If you read aircraft accident reports, as I used to when I flew a lot, you realise that pilots make quite a few silly mistakes, that you’d think they wouldn’t.  Who’d have thought for example, before the Costa Concordia disaster, such a thing could happen to a cruise liner, in sight of land on a clear day.

So did the crew make some catastrophic mistake?

In most cases pilot suicide can surely be ruled out, as it would have to be almost a double suicide, unless one pilot had locked the other out of the cockpit and then perhaps shot himself.

We’re obviously left things like the plane exploding and breaking up, but things get more and more fanciful.

One of the problems with any of these theories is that the plane was still transmitting information back to London for seven hours.

Only when we find the plane and its black box recorders, will we have any chance of finding the truth!

March 18, 2014 Posted by | Transport/Travel | , , | 3 Comments

An Amazing Interview

Victoria Derbyshire on BBC Radio 5 Live interviewed Bill Hagan, who is a retired British Airways pilot this morning about an incident that happened on BA Flight 2069 on the way to Kenya on the 29th December, 2000.

It is an amazing interview and it should be listened to, by anyone, who’s ever flown. You can here it here on this page. Just look for Bill Hagan and 17th March 2014.

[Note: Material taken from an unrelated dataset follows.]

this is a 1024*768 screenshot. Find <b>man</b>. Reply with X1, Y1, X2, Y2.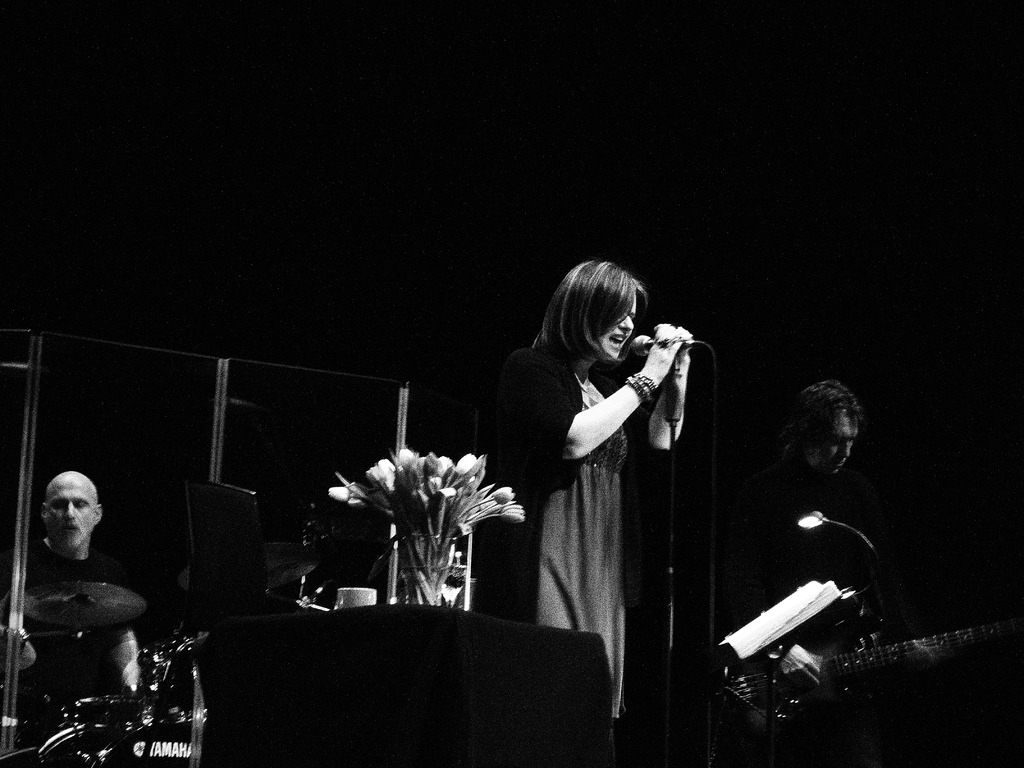
0, 465, 151, 749.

March 17, 2014 Posted by | Transport/Travel | , , , | Leave a comment

Why I Avoid Flying Ryanair

This video and story from the Cambridge News, illustrates well, why I avoid flying on Ryanair, if I possibly can.

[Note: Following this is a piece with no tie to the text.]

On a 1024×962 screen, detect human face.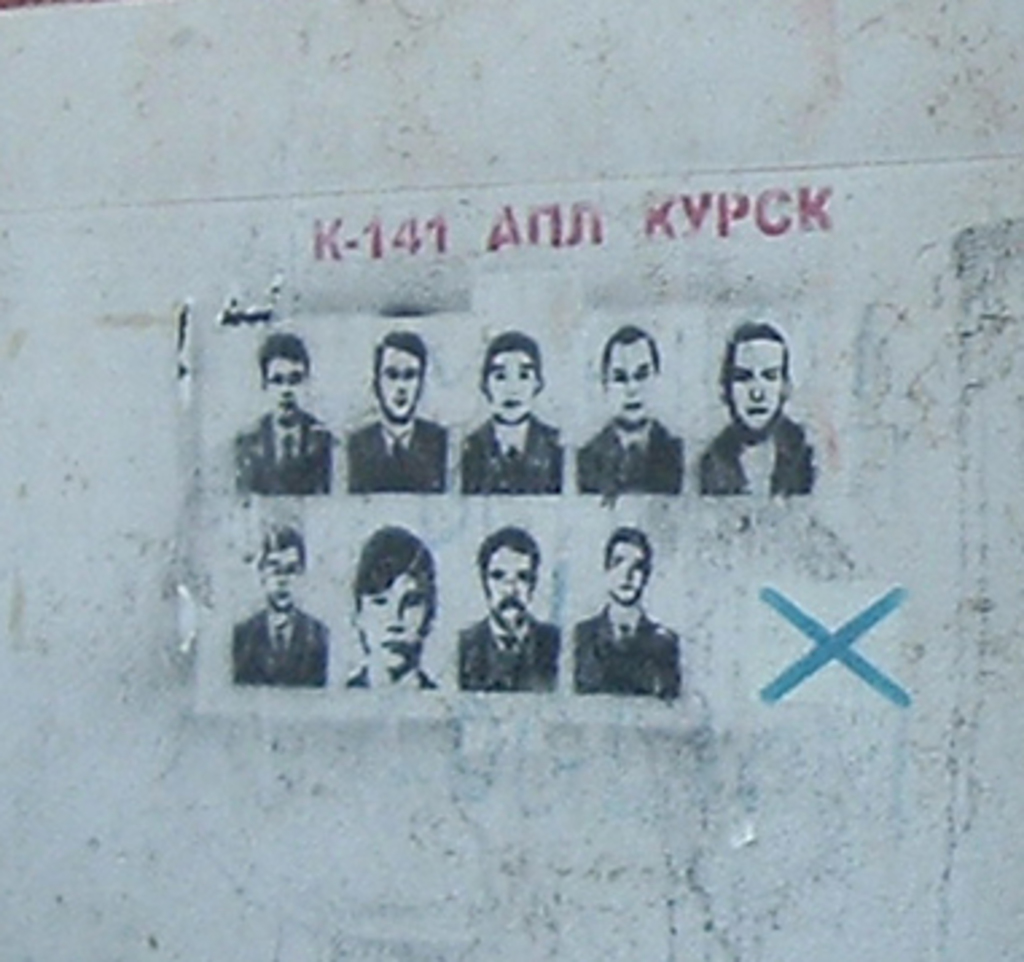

It’s not the fact that I want to avoid eleven hour delays, as these can happen to any airline, but it does seem that Ryanair don’t have a reasonable Plan-B to look after passengers in such circumstances.

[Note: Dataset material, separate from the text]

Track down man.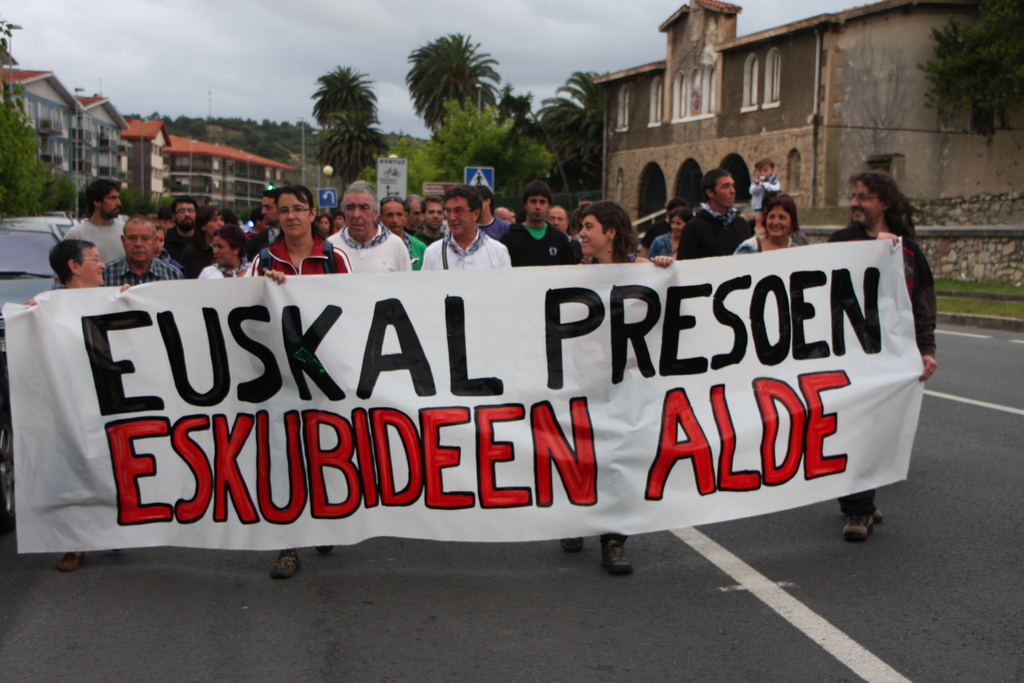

February 24, 2014 Posted by | Transport/Travel | , | 1 Comment

Leaving Marrakech

I got to the airport in a rather scruffy Fiat taxi and then had the problem of buying a ticket.

There appeared to be only one place to buy a ticket and I spent about two hundred pounds getting a ticket to Madrid, where I hoped I could sort the mess of this holiday out. There were no easyJet or British Airways desks, as I suppose everybody buys their tickets over the web these days.  And there were no Internet terminals like you get in most big UK airports.The ticket desk didn’t take credit cards either, but at least the cash machine worked well. I can’t remember when I last paid cash for an airline ticket. If I ever have!

But it all worked and at 14:00 I was on my way in a smart Iberia RCJ-1000 to Madrid. I hadn’t flown in one of these before and it was certainly more comfortable, than the British Airways 737, I’d taken on the way to Marrakech.

I looked at the menu and noted that they had some gluten free snacks, so I thought I’d have some with some water.  But unfortunately, they weren’t carrying any gluten-free snacks and I couldn’t buy any water, as I didn’t have any Euro and they didn’t take any other currency.  They wouldn’t take a credit card for two euros either. However, the stewardess did bring me a free glass of water, with which to take my Warfarin.

I had thought that once in Madrid airport, some sanity would prevail, but the only ticket to London would cost me eight hundred euros.  They did say I could buy one cheaper from an Internet terminal. But the design of the terminal was totally for Spanish and must rate as one of the worst pieces of design, that I’ve ever seen.

So if nothing, I learnt that unlike with trains, don’t ever turn up at an airport without a ticket. I have done this before from Greece. But that was a couple of years ago and I did pay about two hundred odd euros for an easyJet ticket to London.

So I thought the best thing to do, was go to the centre of Madrid and find a hotel. The helpful guy at Spanish Railways advised me to go to Chamartin and sold me a ticket for a couple of euros.